Virginia Supreme Court voids voter-approved congressional map, boosts Republicans
Virginia's top court voided a voter-backed 10-1 House map, erasing a late-April Democratic win and handing Republicans a boost in the national redistricting fight.

The legal fight over Virginia’s congressional lines suddenly became an early governing test for Abigail Spanberger, as the state Supreme Court voided a voter-approved redistricting map that Democrats had hoped would tilt as many as four U.S. House seats their way. The ruling, issued May 8, wiped out a referendum that had passed in late April by more than 100,000 votes and turned what had looked like a political breakthrough for Democrats into a major victory for Republicans.
Spanberger had initially been skeptical of the mid-decade push, but as Virginia’s governor and the state’s leading Democrat, she signed the redistricting bill in February 2026 after the General Assembly approved a proposed 10-1 map. That plan would have favored Democrats in 10 of the state’s 11 congressional districts and was central to a broader strategy to counter Republican-led redistricting efforts in other states. Instead, the Supreme Court of Virginia ruled that lawmakers failed to follow the constitutional process required to place the measure on the ballot, effectively voiding the new map.
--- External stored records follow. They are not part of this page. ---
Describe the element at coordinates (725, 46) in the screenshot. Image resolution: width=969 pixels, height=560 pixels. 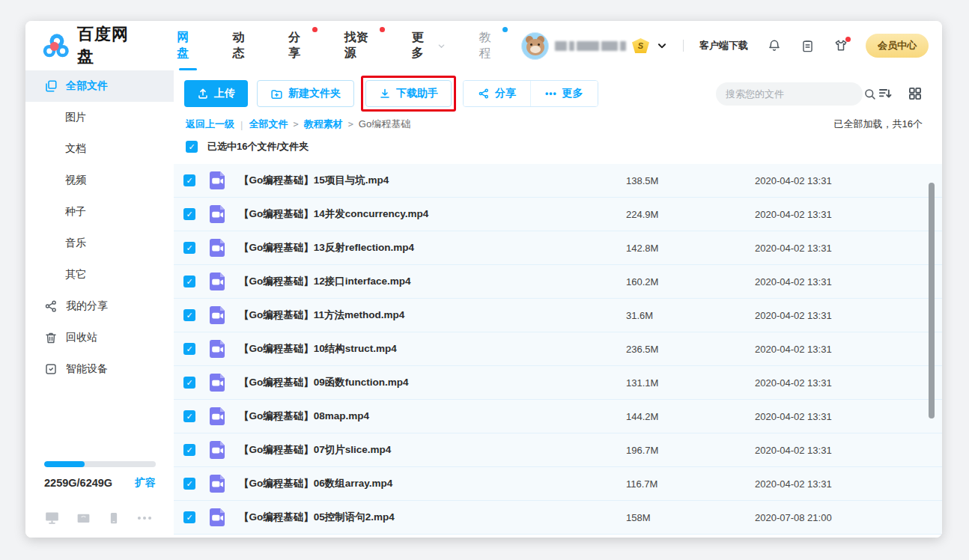
I see `account-area: S 客户端下载 会员中心` at that location.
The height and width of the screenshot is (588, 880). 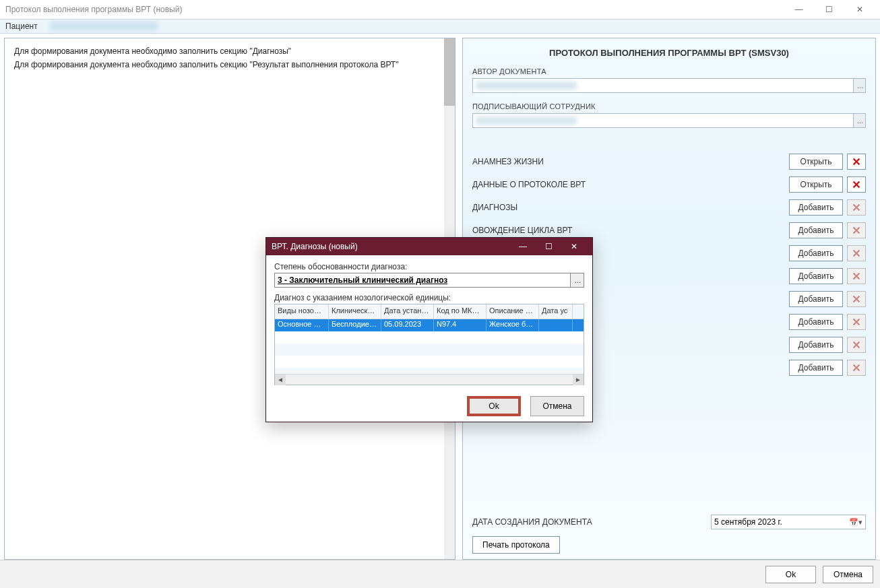 What do you see at coordinates (669, 53) in the screenshot?
I see `protocol-heading: ПРОТОКОЛ ВЫПОЛНЕНИЯ ПРОГРАММЫ ВРТ (SMSV3…` at bounding box center [669, 53].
The court’s decision landed hard in Richmond and beyond. Spanberger said she was disappointed by the ruling and noted that more than three million Virginians had voted in the referendum. Republican figures quickly celebrated the outcome, and President Trump called it a “huge win” for the GOP, underscoring how a state-level procedural ruling can reverberate through the national battle over House control.
The dispute also opened a fresh round of Democratic finger-pointing over timing, tactics and whether the party had moved fast enough to lock in an advantage after years of Republican gains elsewhere. Attorney General Jay Jones sought a stay and said his office planned to appeal to the U.S. Supreme Court, keeping the map fight alive even as the legal and political stakes widened. For Spanberger, the ruling sharpened the tension between institutional principle and raw electoral advantage, a tension that now shadows her agenda at the start of her governorship.

Virginia is not fighting this battle alone. Louisiana has already paused a House primary to allow for redistricting, and Tennessee Republicans have approved a new map, showing how quickly the national landscape is shifting. In that contest, Virginia’s overturned referendum became more than a technical ruling on ballot procedure. It became a measure of Democratic strategy, Republican momentum and the limits of trying to redraw the political map in real time.
Know something we missed? Have a correction or additional information?